Great scott! You’re onto something there! I will of course be adding a heat exchanger sleeve to the spiral cable to keep temps and resistances at an absolute minimum. Keeping the electron charge pressures high and temps low will certainly improve total max lumens when the …erm… PWMs? hit the redline…or something
Let me stop you right there! What’s this “sense” thing you’re talking about? I’m pretty sure I’m lacking it
An internal fan would probably work quite well in the shorty config as you say and keep things much neater, but there’s plenty of reasons I’ve gone this route (for now anyway, it’s a rough and ready first pass concept).
Primarily though I just liked the idea of strapping a large blower to the side of a powerful light, to me at least it looks pretty sweet hanging off the side like that. Goes with the modular/tactical nonsense design of the rest of the light. Not much actual sense involved in that decision and preferences can vary.
I had to seriously restrain myself from adding a second blower onto the other side you know! haha
Apart from the sense deficiency I’m also lacking in machining equipment/skill so I tend to shy away from anything that involves too much external machining on the light itself. The thought of a lot of drilling into an anodized BTU pill or body (they’re getting rare as hens teeth you know ) without having the option of covering mistakes with a bolt head doesn’t sound particularly appealing to me.
Finally I do want to maintain some basic water proofing on the base light. It’s never going to go underwater unscathed but it should survive a quick drop in a puddle or sitting in some melting snow (for emergency cooling ) without something internal going fizz. That’s also why I want the blower module detachable in case it’s raining outside or whatever. Not to mention if the external fan goes pop (don’t know how many million operating hours are on my particular sample since it came from a server) it’s a five minute job to swap it out.
Having said that the XLR plug on my current light isn’t yet waterproof but a bit of silicone on the inside grounding tab opening and an oring around the fixture will take care of that. I also have other unsealed lights and I hate the condensation issues you get on the inside of the lens when it’s cold outside. Can’t be having any of that here.
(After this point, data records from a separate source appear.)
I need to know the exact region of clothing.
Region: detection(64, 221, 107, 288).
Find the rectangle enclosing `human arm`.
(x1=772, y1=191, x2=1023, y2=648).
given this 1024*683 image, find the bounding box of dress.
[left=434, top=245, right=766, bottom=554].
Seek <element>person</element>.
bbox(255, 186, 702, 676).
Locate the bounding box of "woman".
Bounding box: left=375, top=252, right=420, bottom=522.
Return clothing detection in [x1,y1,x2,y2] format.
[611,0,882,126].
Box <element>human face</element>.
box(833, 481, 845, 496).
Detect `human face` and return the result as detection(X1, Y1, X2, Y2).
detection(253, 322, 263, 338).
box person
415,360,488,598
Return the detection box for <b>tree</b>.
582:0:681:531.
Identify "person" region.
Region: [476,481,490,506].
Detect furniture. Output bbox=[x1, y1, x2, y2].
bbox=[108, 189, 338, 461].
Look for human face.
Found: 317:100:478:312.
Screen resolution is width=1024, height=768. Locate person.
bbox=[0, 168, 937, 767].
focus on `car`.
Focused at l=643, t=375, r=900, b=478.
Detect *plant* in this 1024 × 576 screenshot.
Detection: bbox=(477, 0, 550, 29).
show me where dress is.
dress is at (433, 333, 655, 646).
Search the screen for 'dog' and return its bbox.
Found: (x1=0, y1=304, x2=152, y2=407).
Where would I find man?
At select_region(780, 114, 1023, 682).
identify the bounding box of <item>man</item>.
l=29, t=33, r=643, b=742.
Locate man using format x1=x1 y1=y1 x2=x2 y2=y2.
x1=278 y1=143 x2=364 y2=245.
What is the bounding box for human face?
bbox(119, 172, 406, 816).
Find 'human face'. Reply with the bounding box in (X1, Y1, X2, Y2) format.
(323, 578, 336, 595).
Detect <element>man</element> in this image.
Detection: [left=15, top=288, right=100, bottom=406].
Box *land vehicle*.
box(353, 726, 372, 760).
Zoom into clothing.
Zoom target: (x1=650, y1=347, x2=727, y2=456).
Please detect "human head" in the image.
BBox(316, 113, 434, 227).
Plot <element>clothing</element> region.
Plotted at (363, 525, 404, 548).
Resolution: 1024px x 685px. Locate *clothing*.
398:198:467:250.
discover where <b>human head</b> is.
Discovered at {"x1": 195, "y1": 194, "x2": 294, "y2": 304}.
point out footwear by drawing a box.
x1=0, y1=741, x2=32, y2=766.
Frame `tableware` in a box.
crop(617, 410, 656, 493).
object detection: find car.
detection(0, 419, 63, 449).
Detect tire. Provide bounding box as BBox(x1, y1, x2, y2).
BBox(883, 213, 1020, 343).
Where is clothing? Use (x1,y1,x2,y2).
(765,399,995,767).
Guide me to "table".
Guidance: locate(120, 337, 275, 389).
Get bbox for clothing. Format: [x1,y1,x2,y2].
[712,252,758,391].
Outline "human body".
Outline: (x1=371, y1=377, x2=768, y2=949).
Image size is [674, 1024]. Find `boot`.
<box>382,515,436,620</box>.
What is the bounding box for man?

What I really like about the idea of an internal blower is a way of shifting some air directly over the driver components. But I think as long as I can maximize the heat sink path of the critical internal components to the pill then the blower will do a good job of removing a decent chunk of that heat from the surface. It’s not ideal because of the limited surface area but should do a decent enough job, especially to more quickly return the light to a safe temperature after a turbo stint. The light has so much mass that left to it’s own devices just sitting there it takes an absolute age to cool back down after it’s hit a soak at 70deg.
Thanks for the comment though, I’ll probably try an implementation of your internal fan idea (easy enough to try on the 3d prototype) and see how it could work.